The big GDP contraction was the worst in 25 years, and comes as a perfect storm of collapsing investment, lower commodity prices and constrained government spending hits growth.*

“GDP in the fourth quarter suffered a contraction of 5.9 per cent compared with the same period a year earlier,” Brazil’s statistics agency, the IBGE, said. “All of the components of internal demand showed falls.”

Latin America’s largest economy was once a darling with investors as sound macroeconomic policy led to continuous growth, culminating in an Asia-like 7.6 per cent expansion in 2010.
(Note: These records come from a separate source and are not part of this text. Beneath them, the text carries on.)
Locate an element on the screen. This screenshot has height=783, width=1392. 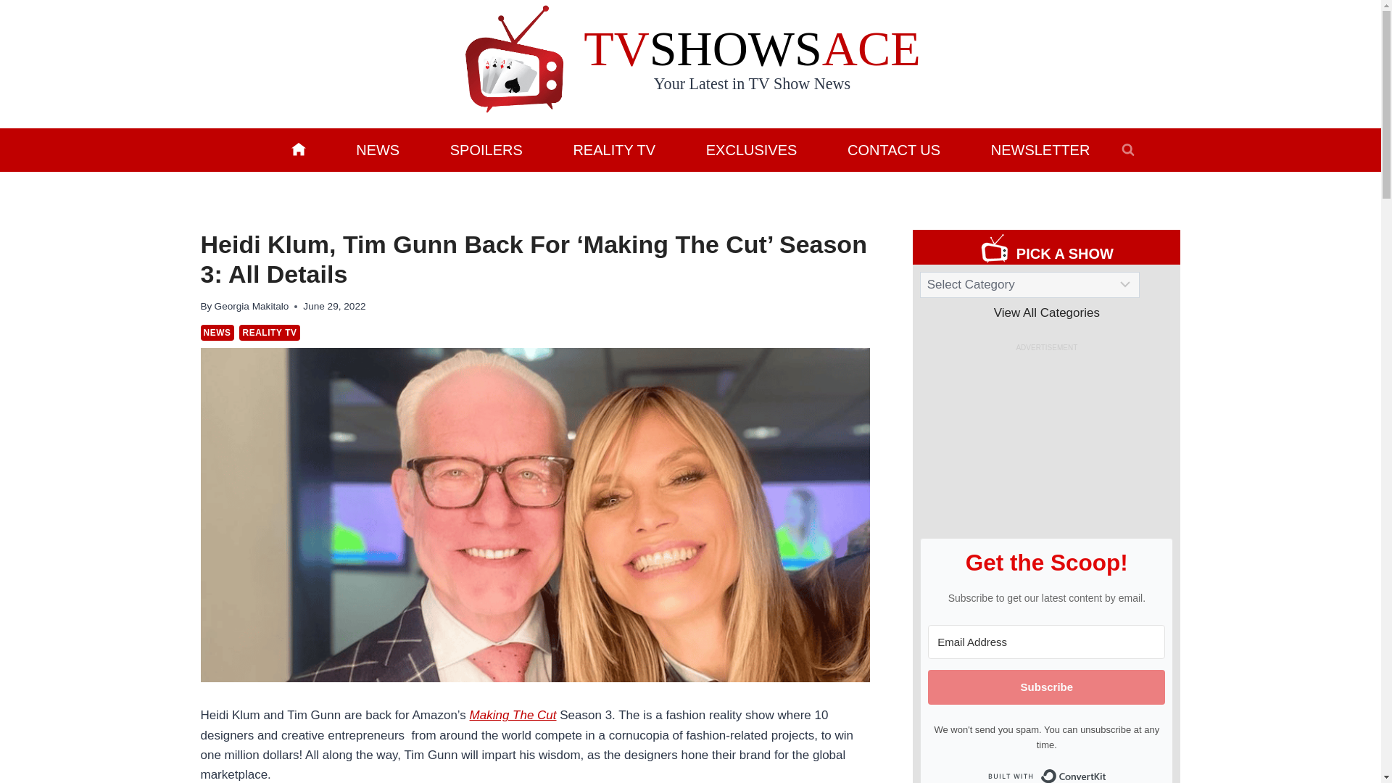
NEWSLETTER is located at coordinates (1039, 149).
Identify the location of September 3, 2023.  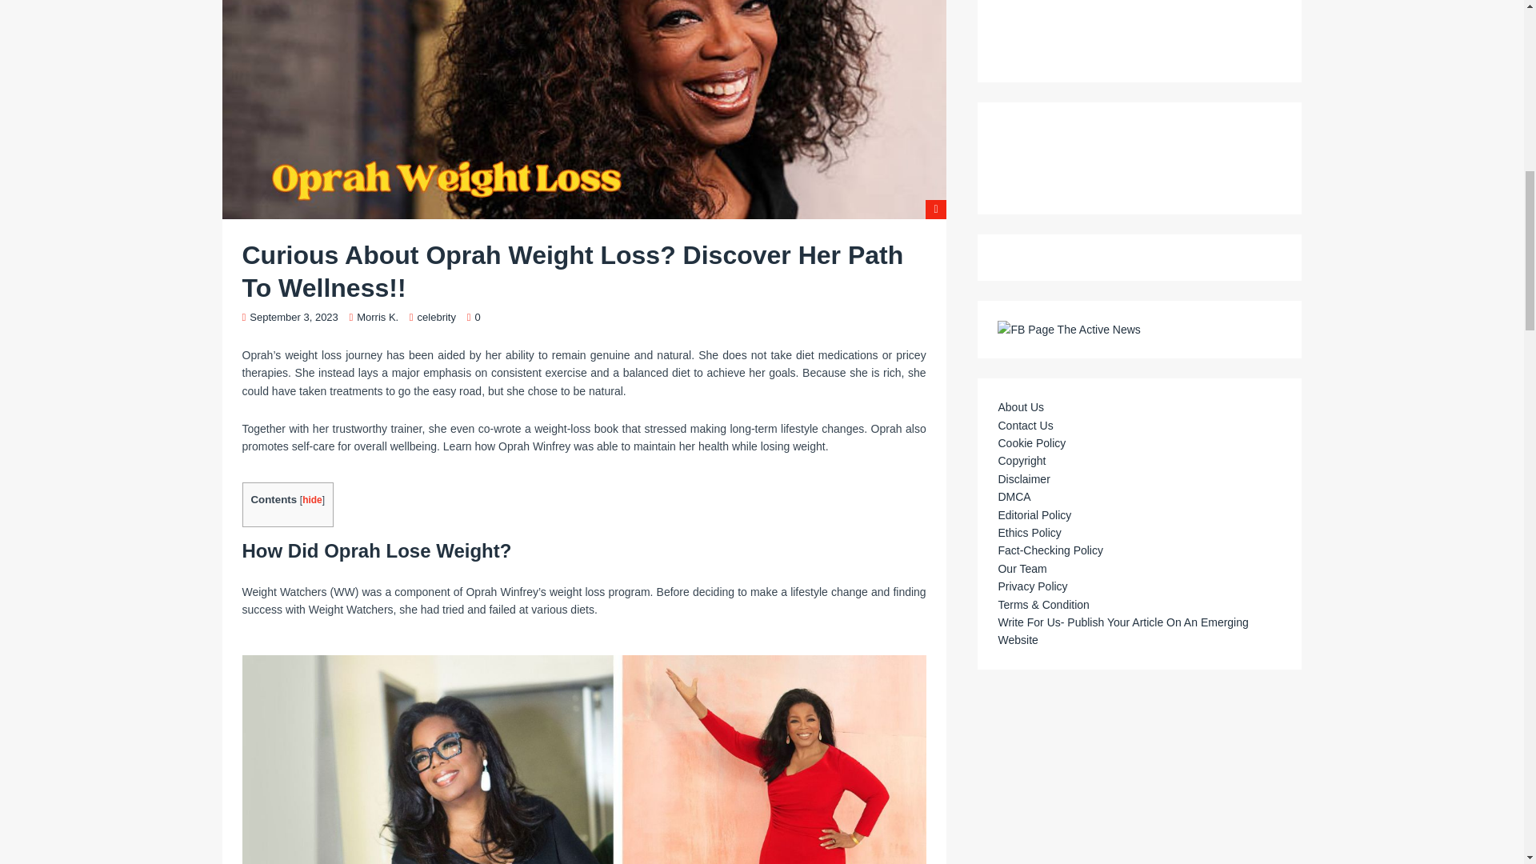
(293, 317).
The contraction in 2015 will put more pressure on the government of president Dilma Rousseff, who is already facing efforts to impeach her in congress and a far-reaching investigation into corruption at state-owned oil company Petrobras.

The slowdown is attributed by economists to policies by her left-leaning government and that of her predecessor, former president Luiz Inácio Lula da Silva, of intervening in industry while implementing price controls and encouraging aggressive lending by state banks.

Confidence collapsed, fuelling a rapid slowdown, with the economy expected to give back all of the growth it enjoyed in 2010 in just two years once the contraction in 2015 is combined with an expected 3 per cent fall this year.

Brazil cannot afford the luxury of not having economic growth– Raul Velloso, budget expert

Ms Rousseff has since tried to perform an about-face on the economy, appointing a hawkish finance minister, Joaquim Levy, last year to restore balance to an alarming shortfall in the government’s finances.

But he resigned in December after repeated downgrades by rating agencies of Brazil’s former investment credit grade rating.

Economists now worry that the government needs to move urgently to address its accounts, with tax revenues falling due to the recession while expenditure keeps rising thanks to an enormous federal salary and pension bill.

“Brazil cannot afford the luxury of not having economic growth,” said Raul Velloso, a specialist on the budget.

Industry showed one of the biggest declines, down 6.2 per cent in 2015 against a year earlier, while agriculture was the one bright spot, up 1.8 per cent compared with a year earlier.

“The peak-to-trough fall in GDP currently stands at 7.2 per cent — the worst recession since the 1930s,” Capital Economics economist Neil Shearing said.